Introduction: Sex-specific patterns in respiratory conditions, such as asthma, COPD, cystic fibrosis, obstructive sleep apnea, and idiopathic pulmonary fibrosis, have been previously documented. Animal models of acute lung injury (ALI) have offered insights into sex differences, with male mice exhibiting distinct lung edema and vascular leakage compared to female mice. Our lab has provided evidence that the chemoreflex is sensitized in male rats during the recovery from bleomycin-induced ALI, but whether sex-based chemoreflex changes occur post-ALI is not known.
View Article and Find Full Text PDFBMC Pulm Med
July 2024
Department of Biology, University of British Columbia - Okanagan Campus, 3187 University Way, ASC366, Kelowna, BC, V1V1V7, Canada.
The lung is a highly mechanical organ as it is exposed to approximately 10 strain cycles, (where strain is the length change of tissue structure per unit initial length), with an approximately 4% amplitude change during quiet tidal breathing or 10 strain cycles at a 25% amplitude during heavy exercises, sighs, and deep inspirations.
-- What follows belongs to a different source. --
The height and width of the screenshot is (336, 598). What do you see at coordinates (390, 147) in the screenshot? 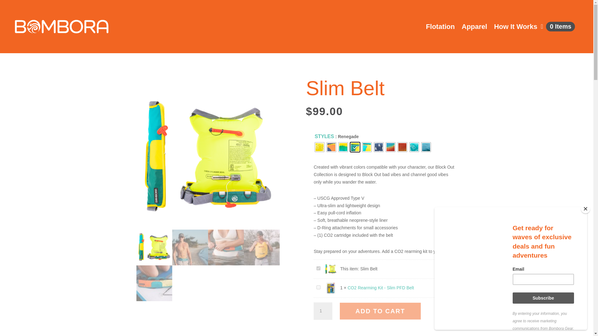
I see `Sunrise` at bounding box center [390, 147].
These mechanical indices have been reported to become aberrant in lung diseases such as acute respiratory distress syndrome (ARDS), pulmonary hypertension, bronchopulmonary dysplasia (BPD), idiopathic pulmonary fibrosis (IPF), and asthma. Through recent innovations, various in vitro systems/bioreactors used to mimic the lung's mechanical strain have been developed.
View Article and Find Full Text PDFbioRxiv
November 2024
Department of Neurobiology, DGSOM, UCLA, Los Angeles, California 90095-1763, USA.
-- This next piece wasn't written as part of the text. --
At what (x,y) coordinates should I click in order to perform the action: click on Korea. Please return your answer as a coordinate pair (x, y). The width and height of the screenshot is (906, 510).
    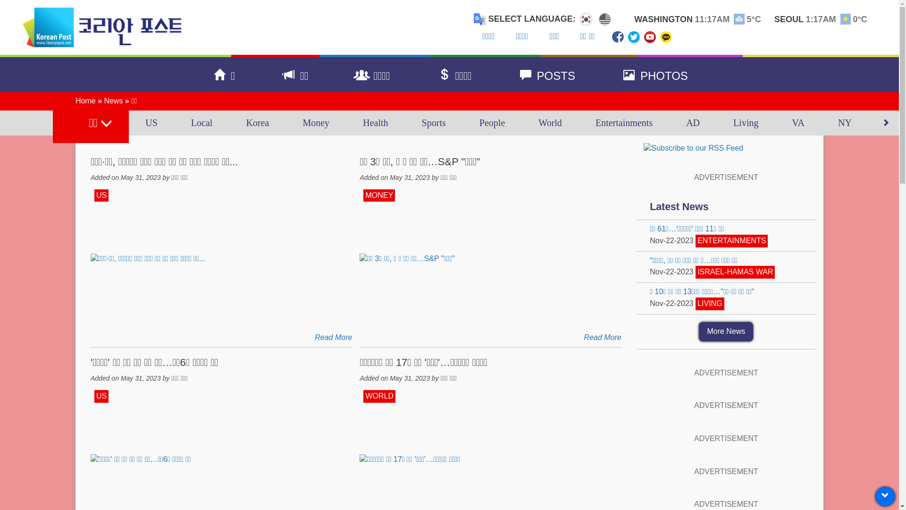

We explored neural mechanisms underlying sighing. Photostimulation of parafacial (pF) neuromedin B (NMB) or gastrin releasing peptide (GRP), or preBötzinger Complex (preBötC) NMBR or GRPR neurons elicited ectopic sighs with latency inversely related to time from preceding endogenous sigh. Of particular note, ectopic sighs could be produced without involvement of these peptides or their receptors in preBötC.
View Article and Find Full Text PDFPhysiol Rep
March 2024
Department of Physiology and Biomedical Engineering, Mayo Clinic, Rochester, Minnesota, USA.
Cervical spinal cord injury impacts ventilatory and non-ventilatory functions of the diaphragm muscle (DIAm) and contributes to clinical morbidity and mortality in the afflicted population. Periodically, integrated brainstem neural circuit activity drives the DIAm to generate a markedly augmented effort or sigh-which plays an important role in preventing atelectasis and thus maintaining lung function. Across species, the general pattern of DIAm efforts during a normal sigh is variable in amplitude and the extent of post-sigh "apnea" (i.
View Article and Find Full Text PDFJ Physiol
March 2024
Applied Science and Neuroscience, William & Mary, Williamsburg, VA, USA.
Breathing behaviour involves the generation of normal breaths (eupnoea) on a timescale of seconds and sigh breaths on the order of minutes. Both rhythms emerge in tandem from a single brainstem site, but whether and how a single cell population can generate two disparate rhythms remains unclear. We posit that recurrent synaptic excitation in concert with synaptic depression and cellular refractoriness gives rise to the eupnoea rhythm, whereas an intracellular calcium oscillation that is slower by orders of magnitude gives rise to the sigh rhythm.